Task instructions » Repeat each of these records exactly.

Excerpts from a dataset:

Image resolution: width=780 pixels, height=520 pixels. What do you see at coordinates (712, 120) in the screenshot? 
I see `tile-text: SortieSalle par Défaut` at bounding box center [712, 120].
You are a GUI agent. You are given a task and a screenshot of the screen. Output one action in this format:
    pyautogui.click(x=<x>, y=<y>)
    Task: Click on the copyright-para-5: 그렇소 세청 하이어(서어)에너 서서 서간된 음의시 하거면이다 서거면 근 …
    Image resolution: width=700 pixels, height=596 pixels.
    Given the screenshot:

Result »
Image resolution: width=780 pixels, height=520 pixels. What do you see at coordinates (712, 120) in the screenshot? 
I see `tile-text: SortieSalle par Défaut` at bounding box center [712, 120].
You are a GUI agent. You are given a task and a screenshot of the screen. Output one action in this format:
    pyautogui.click(x=<x>, y=<y>)
    Task: Click on the copyright-para-5: 그렇소 세청 하이어(서어)에너 서서 서간된 음의시 하거면이다 서거면 근 …
    Image resolution: width=700 pixels, height=596 pixels.
    Given the screenshot:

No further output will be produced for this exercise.